I got two emails from Team Hillary yesterday. The first:
You've probably heard by now, but let me say it again… WE WON THE IOWA CAUCUS!
Now take that enthusiasm and channel it, because we've got our work cut out for us: Bernie's supporters chipped in $3 million within 24 hours of the caucus. That’s an incredible show of support, and we need to make sure we’re fighting just as hard for Hillary.
Bernie says we're not as energetic or enthusiastic as his supporters. It's true that more of his supporters have stepped up to fund his campaign, but I think he's dead wrong (and more than a little insulting) about the strength and character of Team Hillary.
Not insulting if it’s true …
The other email, just a few hours later:
For the first time this campaign, we're being outraised by our opponent. Bernie raised more than $20 million in January (and another $3 million so far this month) -- we fell short at only $15 million for Hillary for America [...]
There's no cavalry coming -- it's just people like you who are going to decide whether or not to step up to elect the first woman president our country has ever had.
I love how mystified the campaign seems that wow, you inspire and excite people, they’ll pull through for you! They’re mystified that hiding Clinton for the last six months as she did the hedge-fund-manager fundraising circuit and weekend debates is now failing to connect with the party grassroots.
My biggest fuckup this cycle is thinking that by hiring Robbie Mook—the architect of Terry McAuliffe’s off-year gubernatorial victory in Virginia in 2013, running an explicitly liberal and base-pleasing campaign—meant that she had learned the hard lessons of her 2008 campaign. But it’s pretty clear that Mook is not the guy in charge. Probably the same old cabal of Clinton hanger-ons that advised her to keep her mouth shut on TPP and KXL until well after the damage was done to her campaign.
Now, we get fundraising emails that are downright comical. I literally LOLd when I read each one of those.
I still think Clinton will ultimately ride her strong support among our base groups of color and women to victory.
Iowa and New Hampshire are among the least representative states possible, and their first-in-nation status is wholly undeserved and counterproductive. Imagine if Sanders had spent a year campaigning in South Carolina and Nevada instead of Iowa and NH. He would’ve learned how to emotionally connect with Latinos and African Americans—something that parachuting into South Carolina and hanging out with black preachers for a day or three will never accomplish (and god knows neither Vermont, Iowa, nor New Hampshire have properly prepared him for that). He’d be far better equipped today to deal with a party that looks nothing like him or his state, without compromising the online appeal that has raised his tens of millions. But alas, that would be the primary system we’d love, rather than the one we’re still inexplicably stuck with.
But in any case, he’s been blessed with an incompetent Clinton campaign that doesn’t realize that the Democratic base is hungry to be inspired, and one that hides her despite the fact that rank-and-file Democrats respond well when they see her closely (like the Benghazi hearing and the first debate). So they protect her from having to take any stands and hide her from the public, and then scratch their heads at why Sanders has so effectively taken advantage of that void.
Then they send panicked emails pleading for their supporters to step up. It’s the Democratic version of Jeb Bush’s pathetic “please clap.” Like I said, that’s hilarious! As an outsider, my immediate thought is “why don’t you ask your hedge fund friends for help?” She’s obviously had more face time with that crowd over the last year. Let them bail her out.
It’s one of the benefits of watching this race unfold without a favorite—I can appreciate the absurdities wherever they may arise!
Now, I sit back and see if her grassroots supporters (they exist!) will actually step up as her big donor network dries up (the problem with maxing out a small number of rich people). But it’ll require Clinton to actually start treating her base supporters as real partners in this endeavor. And if she’s wondering what that looks like, all she needs to do is look over to her opponent to get a hint.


**What is needed**
Scan the entries that follow for the word "DATE", then report every line in which it appears.

^^^^

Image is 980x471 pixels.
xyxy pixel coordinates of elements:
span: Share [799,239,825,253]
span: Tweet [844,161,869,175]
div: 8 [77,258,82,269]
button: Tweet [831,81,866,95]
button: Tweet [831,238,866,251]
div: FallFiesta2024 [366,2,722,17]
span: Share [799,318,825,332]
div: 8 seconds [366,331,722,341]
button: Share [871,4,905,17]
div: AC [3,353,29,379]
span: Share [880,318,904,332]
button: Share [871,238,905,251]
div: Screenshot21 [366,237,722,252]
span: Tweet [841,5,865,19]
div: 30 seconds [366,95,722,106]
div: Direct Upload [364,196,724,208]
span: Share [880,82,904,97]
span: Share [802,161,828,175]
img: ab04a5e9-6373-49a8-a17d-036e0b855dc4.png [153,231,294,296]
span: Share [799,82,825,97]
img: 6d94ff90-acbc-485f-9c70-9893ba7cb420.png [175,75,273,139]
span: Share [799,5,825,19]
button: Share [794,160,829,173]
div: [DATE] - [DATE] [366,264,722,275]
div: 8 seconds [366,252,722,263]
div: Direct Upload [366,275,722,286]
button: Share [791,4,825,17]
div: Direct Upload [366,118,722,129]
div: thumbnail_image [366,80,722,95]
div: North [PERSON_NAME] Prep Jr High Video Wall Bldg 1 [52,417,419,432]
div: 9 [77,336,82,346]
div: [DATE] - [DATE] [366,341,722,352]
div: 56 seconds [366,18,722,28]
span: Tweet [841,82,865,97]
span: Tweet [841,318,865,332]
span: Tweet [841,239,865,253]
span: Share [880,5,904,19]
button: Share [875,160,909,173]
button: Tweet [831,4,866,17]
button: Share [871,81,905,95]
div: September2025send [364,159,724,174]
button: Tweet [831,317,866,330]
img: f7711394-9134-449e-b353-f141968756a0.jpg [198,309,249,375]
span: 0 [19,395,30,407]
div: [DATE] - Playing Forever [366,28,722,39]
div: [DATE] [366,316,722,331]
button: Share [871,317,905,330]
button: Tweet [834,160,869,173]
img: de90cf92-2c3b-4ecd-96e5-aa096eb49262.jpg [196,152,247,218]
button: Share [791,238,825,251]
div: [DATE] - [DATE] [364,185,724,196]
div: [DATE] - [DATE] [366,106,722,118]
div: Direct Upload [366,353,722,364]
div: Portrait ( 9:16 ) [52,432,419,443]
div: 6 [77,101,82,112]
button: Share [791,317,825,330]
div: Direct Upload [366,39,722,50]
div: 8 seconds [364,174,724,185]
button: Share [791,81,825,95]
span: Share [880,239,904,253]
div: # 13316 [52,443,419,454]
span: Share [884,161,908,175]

^^^^

**Output of the task**
div: [DATE] - [DATE] [366,264,722,275]
div: [DATE] - [DATE] [366,341,722,352]
div: [DATE] - Playing Forever [366,28,722,39]
div: [DATE] [366,316,722,331]
div: [DATE] - [DATE] [364,185,724,196]
div: [DATE] - [DATE] [366,106,722,118]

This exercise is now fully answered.